[A Truthful Woman in Southern California by Kate Sanborn]@TWC D-Link bookA Truthful Woman in Southern California CHAPTER IX 1/12
CHAPTER IX. RIVERSIDE. "Knowest thou the land where the lemon trees bloom, Where the golden orange grows in the deep thickets' gloom, Where a wind ever soft from the blue heavens blows, And the groves are of laurel and myrtle and rose ?" Yes, that describes Riverside, and reads like a prophecy.
If Pasadena is a big garden with pretty homes scattered all through its shade and flowers, then Riverside is an immense orange grove, having one city-like street, with substantial business blocks and excellent stores, two banks, one in the Evans block, especially fine in all its architecture and arrangements, and the rest is devoted by the land-owners to raising oranges and making them pay.

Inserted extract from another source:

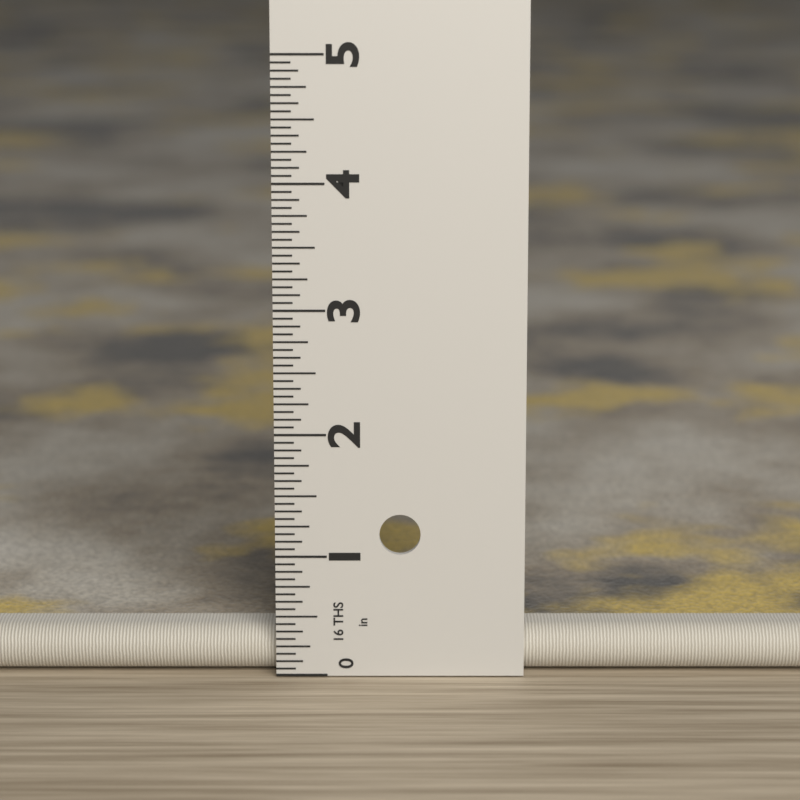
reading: 0.3750 in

You will see flowers enough to overwhelm a Broadway florist, every sort of cereal, every fruit that grows, in prime condition for the table ten months out of the twelve.
Three hundred sunny days are claimed here out of the three hundred and sixty-five. They are once in a while bothered by a frost, but that is "unusual." Before 1870 this was a dusty desert of decomposed granite.
What has caused the change? Scientific irrigation and plenty of it.